Current Investigations:

My practice has become increasingly process-focused, where meaning can unfold through making rather than being predetermined. Instead of solely working with a fixed image or foundational line work, I have been building my paintings by beginning with blocks of color and eventually adding line. The act of painting in this new process has become a form of research creation. This type of research generates understanding through making, where the value lies less in the finished product and more in how you got there. 

The shift in my work began by adding a paper practice, starting with smaller paper pieces then moving to larger canvas paintings. Paper, a less precious material to me, encouraged more focus on value, shape, and color with less fight for structural control. Beginning a paper practice was essential in helping me arrive at my current approach and will be important to maintain while I work on my larger pieces.  

A key development in my work has been thinking about thick and thin paint as a way of exploring time. While I am not directly putting these philosophical ideas on the canvas, I have been thinking about “thick time” and “thin time”, terms discussed in Matter and Memory by Henri Bergson. This book encouraged me to consider how material, specifically thick and thin paint, can imitate time in a more active way. Thick time is something that is complex and heady; it carries weight, both physical and emotional. Thin time feels more in flux, lighter and transitional, less considered, yet structural, these terms braided together begin to resemble the layered and unstable nature of memory.  

This knowledge has pushed me to experiment with different viscosities of paint: transparent washes with water, transparent washes with alcohol, thin opaque paint, and thick opaque paint with medium. I’ve also been using alcohol to wipe away or scrape at layers of paint previously applied. This process requires time and patience. Time to sit and think, to sit and stare at the work and respond to what is present.  

This connects to my interest in the effort of remembering, fueled by the quote from Jacquline Haprman’s, I Who Have Never Known Men. “Is there a satisfaction in the effort of remembering that provides its own nourishment, and is what one recollects less important than the act of remembering? That is another question that will remain unanswered: I feel as though I am made of nothing else”. The act of remembering promotes the idea that memory is not passive but active, physical, and laborious. Painting becomes a bodily act of remembering: moving around the canvas, scraping, layering, and responding in real time. My surfaces are beginning to hold traces of these actions. 

I have been spending time looking closely at artists such as Ezra Cohen, Doron Langberg, Jennifer Packer, and Justin Ogilvie, particularly Ogilvie’s MFA work, which aligns with my interest in memory. I am still intensely interested in their processes, and how their work holds both presence and instability at the same time. Artists that are in my periphery are Jenna Gribbon, Mama Anderson, Elizabeth Peyton, Jordan Casteel, and Alice Neel. Most recently I was introduced to Richard Diebenkorn and stumbled upon Cecily Brown, both of which made me very excited by their rich and active mark making, color play, and abstraction through shape.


__TASK TO COMPLETE__
Apart from the pictures, return every line of the listing exactly.

(DATA SUPPLIED begins)

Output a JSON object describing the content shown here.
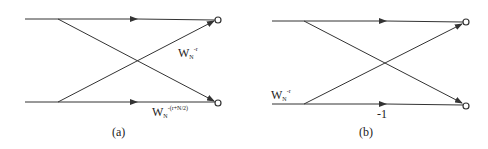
{
  "diagrams": [
    {
      "caption": "(a)",
      "labels": {
        "upper": {
          "base": "W",
          "sub": "N",
          "sup": "-r"
        },
        "lower": {
          "base": "W",
          "sub": "N",
          "sup": "-(r+N/2)"
        }
      }
    },
    {
      "caption": "(b)",
      "labels": {
        "input": {
          "base": "W",
          "sub": "N",
          "sup": "-r"
        },
        "minus_one": "-1"
      }
    }
  ],
  "colors": {
    "line": "#333333",
    "text": "#222222",
    "background": "#ffffff"
  }
}
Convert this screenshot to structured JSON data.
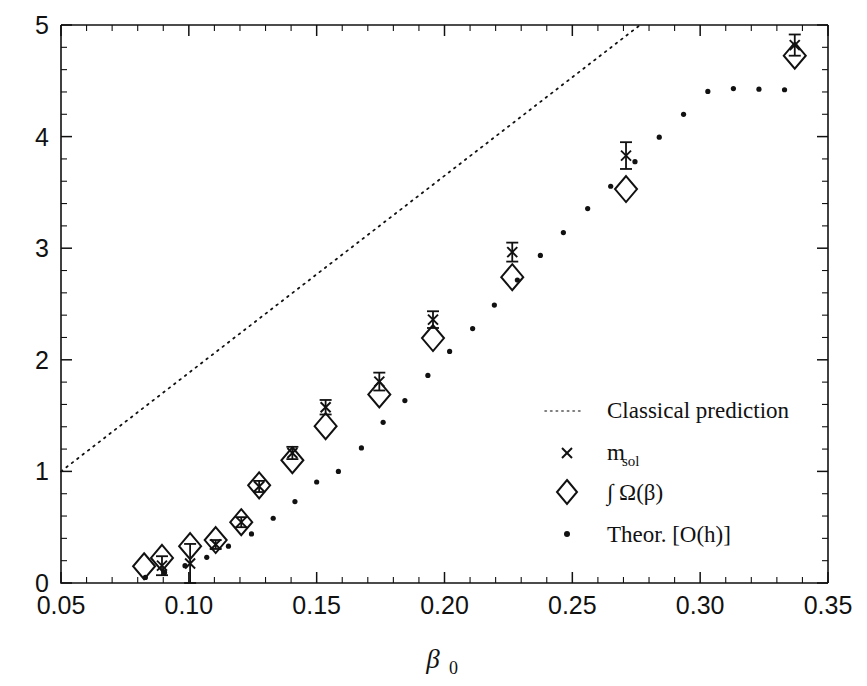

(DATA SUPPLIED ends)

__ANSWER BELOW__
Output a JSON object describing the content shown here.
{
  "diagrams": [
    {
      "caption": "(a)",
      "labels": {
        "upper": {
          "base": "W",
          "sub": "N",
          "sup": "-r"
        },
        "lower": {
          "base": "W",
          "sub": "N",
          "sup": "-(r+N/2)"
        }
      }
    },
    {
      "caption": "(b)",
      "labels": {
        "input": {
          "base": "W",
          "sub": "N",
          "sup": "-r"
        },
        "minus_one": "-1"
      }
    }
  ],
  "colors": {
    "line": "#333333",
    "text": "#222222",
    "background": "#ffffff"
  }
}
Convert this screenshot to structured JSON data.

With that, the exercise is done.